My mom was a bread baker.
So was my step-dad. His family owned a bakery.
So it is natural that I am a baker too.
Besides, I worked in a bakery when I was in high school.
“Life is too short to eat factory-baked bread.” Doris Janzen Longacre, author of “More with Less Cookbook” once offered. I didn’t know the lady, but I’ve always felt a close kinship.
Bread was once referred to as the “staff of life.” Not sure how long one would survive on a diet of “factory-baked” bread, but the real stuff is pretty good.
Mill the flour, mix the dough with just the tight amount of molasses, salt, yeast maybe some seeds or nuts, raisins or cinnamon. Formulas have huge differences, yet all include the basics.
Mix it, kneed it, proof it, divide it, proof it again and bake it. That is pretty much the way it has been done for hundreds of years.
Much of our married life I have made bread, sometimes in good sized batches. My step-dad would tell of making bread in their family bakery by hand, in 25 loaf batches.
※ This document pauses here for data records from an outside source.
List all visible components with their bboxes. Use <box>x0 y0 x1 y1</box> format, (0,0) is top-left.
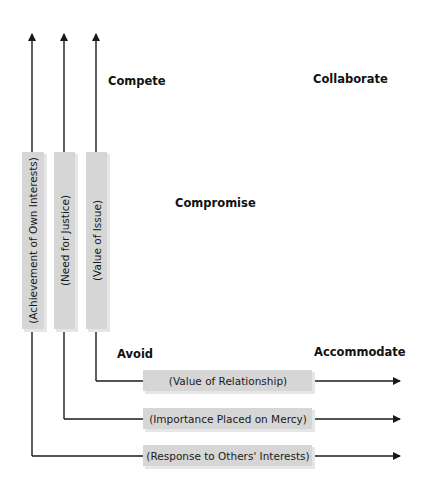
horizontal-label-box-3: (Response to Others' Interests) <box>143 445 315 469</box>
horizontal-label-others-interests: (Response to Others' Interests) <box>146 450 309 462</box>
mode-label-collaborate: Collaborate <box>313 72 388 86</box>
axis-pair-middle <box>64 34 400 419</box>
horizontal-label-box-2: (Importance Placed on Mercy) <box>143 408 315 432</box>
vertical-label-box-3: (Value of Issue) <box>86 152 110 332</box>
horizontal-label-mercy: (Importance Placed on Mercy) <box>149 413 307 425</box>
mode-label-avoid: Avoid <box>117 347 153 361</box>
vertical-label-achievement: (Achievement of Own Interests) <box>27 157 39 324</box>
horizontal-label-relationship: (Value of Relationship) <box>169 375 287 387</box>
mode-label-compete: Compete <box>108 74 166 88</box>
vertical-label-box-2: (Need for Justice) <box>54 152 78 332</box>
vertical-label-justice: (Need for Justice) <box>59 195 71 286</box>
mode-label-accommodate: Accommodate <box>314 345 406 359</box>
vertical-label-box-1: (Achievement of Own Interests) <box>22 152 47 332</box>
horizontal-label-box-1: (Value of Relationship) <box>143 370 315 394</box>
vertical-label-issue: (Value of Issue) <box>91 200 103 281</box>
mode-label-compromise: Compromise <box>175 196 256 210</box>
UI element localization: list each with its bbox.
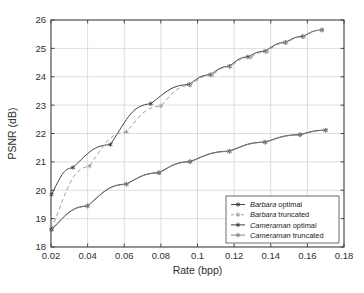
legend-label-italic: Barbara [250,210,278,219]
y-tick-label: 25 [35,43,46,54]
y-tick-label: 18 [35,241,46,252]
y-tick-label: 24 [35,71,46,82]
x-tick-label: 0.06 [115,250,134,261]
x-axis-title: Rate (bpp) [173,264,223,276]
legend-label-3: Cameraman truncated [250,231,324,240]
legend-box[interactable]: Barbara optimalBarbara truncatedCamerama… [226,196,339,243]
legend-label-italic: Cameraman [250,231,293,240]
legend-label-italic: Barbara [250,200,278,209]
rate-distortion-chart: 0.020.040.060.080.10.120.140.160.1818192… [0,0,364,293]
legend-label-plain: optimal [278,200,302,209]
x-tick-label: 0.16 [298,250,317,261]
legend-label-2: Cameraman optimal [250,221,317,230]
legend-label-italic: Cameraman [250,221,293,230]
chart-figure: 0.020.040.060.080.10.120.140.160.1818192… [0,0,364,293]
legend-label-plain: truncated [293,231,324,240]
legend-label-plain: truncated [278,210,309,219]
y-tick-label: 20 [35,185,46,196]
y-tick-label: 26 [35,14,46,25]
legend-label-plain: optimal [293,221,317,230]
y-tick-label: 19 [35,213,46,224]
legend-label-1: Barbara truncated [250,210,309,219]
y-axis-title: PSNR (dB) [6,108,18,160]
y-tick-label: 22 [35,128,46,139]
x-tick-label: 0.1 [191,250,204,261]
x-tick-label: 0.18 [335,250,354,261]
x-tick-label: 0.04 [78,250,97,261]
y-tick-label: 21 [35,156,46,167]
legend-label-0: Barbara optimal [250,200,303,209]
x-tick-label: 0.14 [262,250,281,261]
y-tick-label: 23 [35,100,46,111]
x-tick-label: 0.08 [152,250,171,261]
x-tick-label: 0.12 [225,250,244,261]
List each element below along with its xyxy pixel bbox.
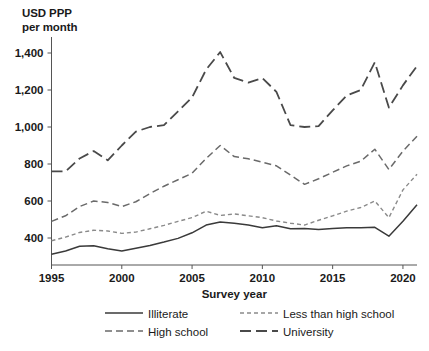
legend-label-less-than-high-school: Less than high school <box>283 308 394 320</box>
x-axis-tick-label: 2000 <box>109 272 135 284</box>
series-line-illiterate <box>52 205 418 255</box>
series-line-high-school <box>52 136 418 221</box>
y-axis-tick-label: 1,200 <box>15 84 44 96</box>
legend-label-high-school: High school <box>148 326 208 338</box>
y-axis-tick-label: 800 <box>24 158 43 170</box>
series-line-less-than-high-school <box>52 174 418 241</box>
chart-figure: USD PPP per month 4006008001,0001,2001,4… <box>0 0 429 351</box>
x-axis-tick-label: 2005 <box>179 272 205 284</box>
y-axis-tick-label: 600 <box>24 195 43 207</box>
y-axis-label: USD PPP per month <box>22 6 77 34</box>
x-axis-tick-label: 2010 <box>250 272 276 284</box>
x-axis-tick-label: 1995 <box>39 272 65 284</box>
legend-label-illiterate: Illiterate <box>148 308 188 320</box>
x-axis-title: Survey year <box>202 288 268 300</box>
legend-label-university: University <box>283 326 334 338</box>
y-axis-tick-label: 1,000 <box>15 121 44 133</box>
series-line-university <box>52 52 418 171</box>
line-chart: 4006008001,0001,2001,4001995200020052010… <box>0 0 429 351</box>
x-axis-tick-label: 2015 <box>320 272 346 284</box>
y-axis-tick-label: 400 <box>24 232 43 244</box>
x-axis-tick-label: 2020 <box>390 272 416 284</box>
y-axis-tick-label: 1,400 <box>15 47 44 59</box>
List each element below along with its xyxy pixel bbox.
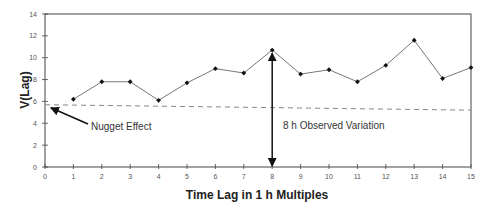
nugget-trend-line [45,105,471,110]
x-tick-label: 5 [185,173,189,180]
observed-variation-label: 8 h Observed Variation [283,120,385,131]
x-tick-label: 8 [270,173,274,180]
y-tick-label: 8 [33,76,37,83]
plot-border [45,14,471,167]
x-tick-label: 14 [439,173,447,180]
x-tick-label: 4 [157,173,161,180]
x-tick-label: 10 [325,173,333,180]
y-tick-label: 0 [33,164,37,171]
data-point-marker [355,79,360,84]
x-tick-label: 6 [213,173,217,180]
x-tick-label: 11 [354,173,361,180]
x-axis-ticks: 0123456789101112131415 [43,164,475,180]
x-tick-label: 1 [71,173,75,180]
y-tick-label: 4 [33,120,37,127]
y-axis-title: V(Lag) [18,71,32,108]
y-tick-label: 10 [29,54,37,61]
data-point-marker [185,80,190,85]
data-point-marker [71,97,76,102]
x-tick-label: 7 [242,173,246,180]
x-axis-title: Time Lag in 1 h Multiples [186,188,329,202]
semivariogram-chart: 02468101214 0123456789101112131415 Time … [0,0,492,210]
x-tick-label: 15 [467,173,475,180]
data-point-marker [99,79,104,84]
data-point-marker [469,65,474,70]
x-tick-label: 12 [382,173,390,180]
y-tick-label: 2 [33,142,37,149]
nugget-effect-label: Nugget Effect [91,121,152,132]
x-tick-label: 2 [100,173,104,180]
y-tick-label: 6 [33,98,37,105]
nugget-arrow [51,108,88,124]
annotations [51,53,272,166]
x-tick-label: 3 [128,173,132,180]
x-tick-label: 13 [410,173,418,180]
y-tick-label: 14 [29,11,37,18]
x-tick-label: 0 [43,173,47,180]
data-point-marker [327,67,332,72]
y-tick-label: 12 [29,32,37,39]
data-point-marker [213,66,218,71]
plot-frame [45,14,471,167]
x-tick-label: 9 [299,173,303,180]
dashed-trend [45,105,471,110]
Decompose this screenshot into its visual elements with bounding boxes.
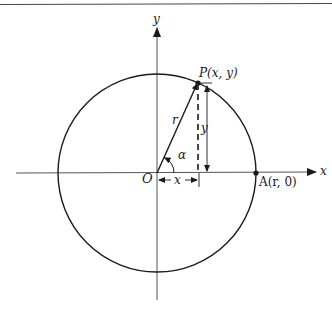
- x-dimension-label: x: [174, 173, 181, 187]
- x-axis: [16, 172, 316, 173]
- radius-line: [157, 84, 197, 173]
- x-axis-label: x: [320, 164, 327, 178]
- point-A-dot: [253, 170, 258, 175]
- angle-label: α: [178, 148, 186, 162]
- y-dimension-label: y: [200, 121, 208, 135]
- top-rule: [0, 4, 332, 5]
- point-P-dot: [195, 80, 200, 85]
- unit-circle-diagram: y x O P(x, y) A(r, 0) r α x y: [0, 0, 332, 315]
- point-A-text: A(r, 0): [258, 175, 297, 189]
- point-P-label: P(x, y): [198, 66, 238, 80]
- origin-label: O: [142, 171, 153, 186]
- angle-arc: [165, 158, 175, 173]
- point-A-label: A(r, 0): [258, 175, 297, 189]
- y-axis-label: y: [152, 12, 160, 26]
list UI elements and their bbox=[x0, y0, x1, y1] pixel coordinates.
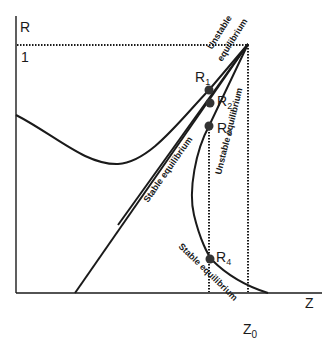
label-r1: R1 bbox=[195, 69, 210, 87]
y-tick-one: 1 bbox=[21, 49, 29, 65]
point-r3 bbox=[205, 122, 214, 131]
z0-label: Z0 bbox=[243, 321, 258, 340]
annotation-stable-diagonal: Stable equilibrium bbox=[141, 135, 194, 205]
equilibrium-diagram: R 1 Z Z0 R1 R2 R3 R4 Unstable equilibriu… bbox=[0, 0, 335, 352]
label-r4: R4 bbox=[216, 249, 231, 267]
point-r2 bbox=[206, 99, 215, 108]
point-r4 bbox=[206, 255, 215, 264]
y-axis-label: R bbox=[20, 19, 30, 35]
x-axis-label: Z bbox=[305, 295, 314, 311]
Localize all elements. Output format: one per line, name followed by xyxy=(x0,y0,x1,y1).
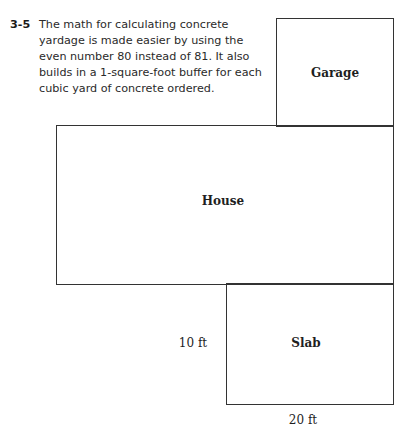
height-dimension-label: 10 ft xyxy=(179,336,207,350)
slab-label: Slab xyxy=(291,336,320,350)
garage-label: Garage xyxy=(311,66,359,80)
figure-caption: 3-5 The math for calculating concrete ya… xyxy=(10,17,265,97)
width-dimension-label: 20 ft xyxy=(289,413,317,427)
house-label: House xyxy=(202,194,244,208)
caption-text: The math for calculating concrete yardag… xyxy=(39,17,265,97)
figure-number: 3-5 xyxy=(10,17,30,33)
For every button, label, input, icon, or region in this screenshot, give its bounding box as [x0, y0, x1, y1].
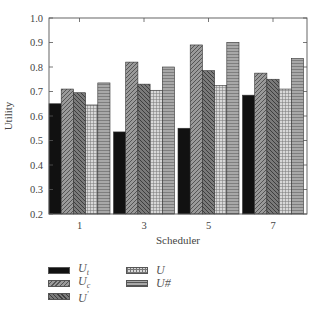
bar-uc-3 [126, 62, 138, 214]
legend-label: U' [78, 289, 88, 304]
bar-u-7 [267, 79, 279, 214]
y-tick-label: 0.2 [30, 209, 43, 220]
bar-uc-5 [190, 45, 202, 214]
bar-u-5 [202, 71, 214, 214]
bar-ut-7 [243, 95, 255, 214]
legend-swatch [126, 280, 148, 287]
legend-item-u: U [126, 264, 165, 276]
legend-item-uc: Uc [48, 277, 90, 289]
legend-item-u: U# [126, 277, 171, 289]
y-tick-label: 0.3 [30, 184, 43, 195]
bar-ut-1 [49, 104, 61, 214]
bar-u-7 [291, 58, 303, 214]
bar-u-7 [279, 89, 291, 214]
legend: UtUcU'UU# [48, 264, 248, 310]
bar-u-1 [86, 105, 98, 214]
y-tick-label: 0.6 [30, 111, 43, 122]
x-axis-title: Scheduler [156, 234, 200, 246]
y-tick-label: 0.4 [30, 160, 44, 171]
x-tick-label: 3 [141, 220, 146, 231]
bar-ut-5 [178, 128, 190, 214]
y-tick-label: 1.0 [30, 13, 43, 24]
bar-u-3 [138, 84, 150, 214]
bar-u-3 [162, 67, 174, 214]
bar-u-1 [73, 93, 85, 214]
legend-swatch [48, 267, 70, 274]
bar-uc-1 [61, 89, 73, 214]
x-tick-label: 1 [77, 220, 82, 231]
y-tick-label: 0.7 [30, 86, 43, 97]
bar-uc-7 [255, 73, 267, 214]
legend-label: U [156, 264, 165, 276]
legend-swatch [48, 280, 70, 287]
x-tick-label: 7 [270, 220, 275, 231]
bar-u-5 [227, 43, 239, 215]
y-tick-label: 0.5 [30, 135, 43, 146]
bars [49, 43, 304, 215]
y-axis-title: Utility [2, 101, 14, 130]
legend-label: U# [156, 277, 171, 289]
bar-ut-3 [114, 132, 126, 214]
bar-u-5 [215, 85, 227, 214]
bar-u-1 [98, 83, 110, 214]
legend-item-u: U' [48, 290, 88, 302]
y-tick-label: 0.8 [30, 62, 43, 73]
legend-swatch [126, 267, 148, 274]
bar-u-3 [150, 90, 162, 214]
legend-swatch [48, 293, 70, 300]
x-tick-label: 5 [206, 220, 211, 231]
y-tick-label: 0.9 [30, 37, 43, 48]
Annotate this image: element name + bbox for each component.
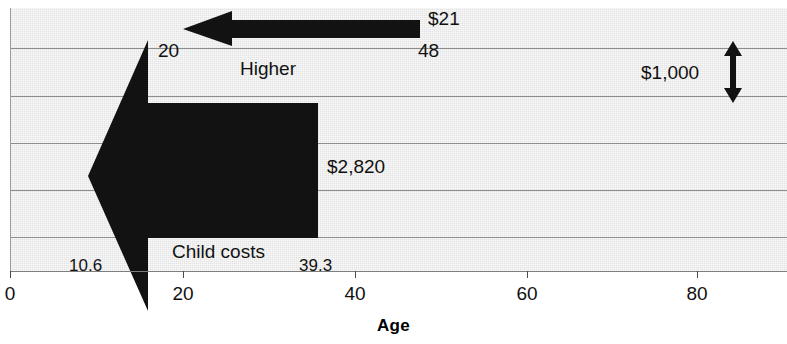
x-axis-tick-20 xyxy=(183,271,184,278)
label-child-costs-age-end: 39.3 xyxy=(299,255,332,276)
x-axis-tick-80 xyxy=(697,271,698,278)
x-axis-tick-60 xyxy=(527,271,528,278)
label-child-costs-text: Child costs xyxy=(172,241,265,262)
label-child-costs-age-start: 10.6 xyxy=(69,255,102,276)
label-child-costs-value: $2,820 xyxy=(327,156,385,177)
label-scale-value: $1,000 xyxy=(641,62,699,83)
chart-figure: (per week) 20 48 $21 Higher $1,000 $2,82… xyxy=(0,0,787,344)
gridline-5 xyxy=(11,237,787,238)
x-axis-title: Age xyxy=(0,316,787,336)
x-axis-label-0: 0 xyxy=(5,283,16,305)
label-higher-value: $21 xyxy=(428,8,460,29)
x-axis-line xyxy=(10,271,787,272)
x-axis-tick-0 xyxy=(10,271,11,278)
x-axis-tick-40 xyxy=(355,271,356,278)
x-axis-label-80: 80 xyxy=(686,283,707,305)
label-higher-text: Higher xyxy=(240,58,296,79)
plot-area xyxy=(10,8,787,271)
x-axis-label-40: 40 xyxy=(344,283,365,305)
label-higher-age-end: 48 xyxy=(418,40,439,61)
x-axis-label-60: 60 xyxy=(516,283,537,305)
label-higher-age-start: 20 xyxy=(158,40,179,61)
gridline-4 xyxy=(11,190,787,191)
gridline-2 xyxy=(11,96,787,97)
gridline-3 xyxy=(11,143,787,144)
x-axis-label-20: 20 xyxy=(172,283,193,305)
gridline-1 xyxy=(11,48,787,49)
Now I make three loaves at a time, and use Miriam's trusty Kitchen Aid mixer for most of the hard work.
Even with the Kitchen Aid, I usually finish by hand kneading. Kneading bread gives one a special relationship with bread.
In my life, it really is the stuff of life.
Gratitude #83 - Sweet Biddies!
11 years ago
4 comments:
Home made bread sounds so wonderful - especially on a chilly day. I have never learned how to make it, but would love to some day.
Betsy, I can have fresh bread out of the oven in two hours, with maybe 20 or 30 minutes of actual work. It is not that hard!
To bad that skill was not passed down to your granddaughter... hehe If I was there I am sure my grandpa would teach me how to make bread. It would be really grand.
There is nothing more soothing than the smell of baking bread. Yummy!